Our conception has also been heavily influenced by the cowboys and Indians, outlaws, and cattle rustlers that play a crucial role in 20th-century Western film. At the heart of this mythic West is the rugged individualist. Families and family life are almost never the focus of traditional Western novels or films. The heroes and villains of the mythic West are almost always "lone wolves."

So to what extent is the myth of the American West an accurate reflection of reality? What role did families play in the Wild West? Explore these and other questions about family life on the frontier in this new learning activity from History Study Center.


William Cody
© Getty Images


Learning Activity
1. Assign students to browse through some of the resources in the History Study Center Study Unit The "Wild West": Life on the American Frontier.

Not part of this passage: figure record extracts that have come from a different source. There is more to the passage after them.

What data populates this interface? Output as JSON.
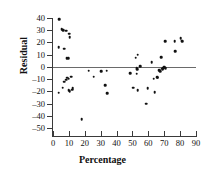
{
  "chart_data": {
    "type": "scatter",
    "title": "",
    "xlabel": "Percentage",
    "ylabel": "Residual",
    "xlim": [
      0,
      90
    ],
    "ylim": [
      -50,
      40
    ],
    "xticks": [
      0,
      10,
      20,
      30,
      40,
      50,
      60,
      70,
      80,
      90
    ],
    "yticks": [
      40,
      30,
      20,
      10,
      0,
      -10,
      -20,
      -30,
      -40,
      -50
    ],
    "grid": false,
    "legend": null,
    "reference_line": {
      "orientation": "horizontal",
      "value": 0,
      "color": "#6a6a6a"
    },
    "marker": {
      "shape": "circle",
      "color": "#111111",
      "size": 2.6
    },
    "points": [
      [
        4.0,
        39.0
      ],
      [
        3.5,
        16.0
      ],
      [
        3.6,
        -21.0
      ],
      [
        5.6,
        31.0
      ],
      [
        6.2,
        30.5
      ],
      [
        6.6,
        30.0
      ],
      [
        7.0,
        15.0
      ],
      [
        7.2,
        -12.0
      ],
      [
        6.0,
        -17.0
      ],
      [
        8.2,
        29.5
      ],
      [
        8.6,
        7.0
      ],
      [
        8.8,
        -9.0
      ],
      [
        8.4,
        -10.5
      ],
      [
        9.6,
        7.2
      ],
      [
        9.8,
        -9.5
      ],
      [
        10.2,
        27.0
      ],
      [
        10.6,
        24.5
      ],
      [
        10.0,
        -19.0
      ],
      [
        10.4,
        -20.0
      ],
      [
        11.6,
        -8.0
      ],
      [
        12.0,
        -18.5
      ],
      [
        12.4,
        -17.5
      ],
      [
        18.0,
        -43.0
      ],
      [
        22.5,
        -3.0
      ],
      [
        25.5,
        -8.0
      ],
      [
        30.5,
        -3.5
      ],
      [
        33.0,
        -15.0
      ],
      [
        33.8,
        -3.0
      ],
      [
        34.0,
        -21.5
      ],
      [
        48.5,
        -5.0
      ],
      [
        50.5,
        -17.0
      ],
      [
        52.0,
        7.5
      ],
      [
        52.6,
        -5.5
      ],
      [
        52.8,
        -1.0
      ],
      [
        53.0,
        -2.0
      ],
      [
        53.4,
        10.0
      ],
      [
        53.2,
        -19.0
      ],
      [
        55.0,
        0.5
      ],
      [
        58.5,
        -30.0
      ],
      [
        59.5,
        -17.5
      ],
      [
        62.0,
        4.0
      ],
      [
        63.5,
        -9.5
      ],
      [
        64.0,
        -20.5
      ],
      [
        65.5,
        -8.5
      ],
      [
        66.0,
        -9.0
      ],
      [
        67.0,
        -2.5
      ],
      [
        67.4,
        -3.5
      ],
      [
        68.0,
        8.0
      ],
      [
        68.4,
        -1.5
      ],
      [
        69.0,
        -2.0
      ],
      [
        69.4,
        -1.0
      ],
      [
        70.0,
        0.0
      ],
      [
        70.4,
        -0.5
      ],
      [
        70.8,
        21.0
      ],
      [
        71.0,
        -1.0
      ],
      [
        76.5,
        21.0
      ],
      [
        77.0,
        13.0
      ],
      [
        80.5,
        23.5
      ],
      [
        81.0,
        21.5
      ],
      [
        81.2,
        21.0
      ]
    ]
  }
}
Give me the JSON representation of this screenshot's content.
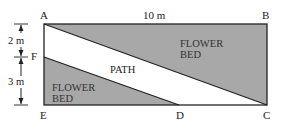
{
  "diagram": {
    "points": {
      "A": "A",
      "B": "B",
      "C": "C",
      "D": "D",
      "E": "E",
      "F": "F"
    },
    "dimensions": {
      "top": "10 m",
      "upper_left": "2 m",
      "lower_left": "3 m"
    },
    "regions": {
      "path": "PATH",
      "flower_bed_upper": [
        "FLOWER",
        "BED"
      ],
      "flower_bed_lower": [
        "FLOWER",
        "BED"
      ]
    },
    "colors": {
      "bed_fill": "#a8a8a8",
      "outline": "#222222",
      "path_fill": "#ffffff"
    }
  }
}
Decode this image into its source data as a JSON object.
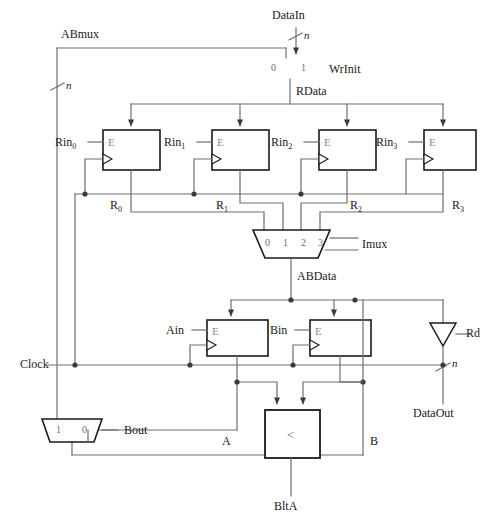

Have them pay close attention to sources that describe either the presence or absence of family life. They should look, for example, at sources that portray the lives of cowboys and cowgirls, the cattle industry, Native American life and culture, settlement, outlaws, immigrant life, etc. As they browse, the students should look for answers to the following questions:
a. In what ways does the popular myth of the rugged individualist on the American frontier give us a distorted picture of what life was really like in the American West of the 19th century? What role did families play in the history of the American frontier? Why are depictions of family life often absent from popular literary and cinematic treatments of the Wild West?

b. What elements of frontier life either worked in favor of or against cultivating a stable family life on the frontier?

c. What was life like for Native American families on the frontier? In what ways did American expansionism become a destructive force for these families?
2. Lead students in a discussion of the role of families in the Wild West in which you explore the questions above as an entire group.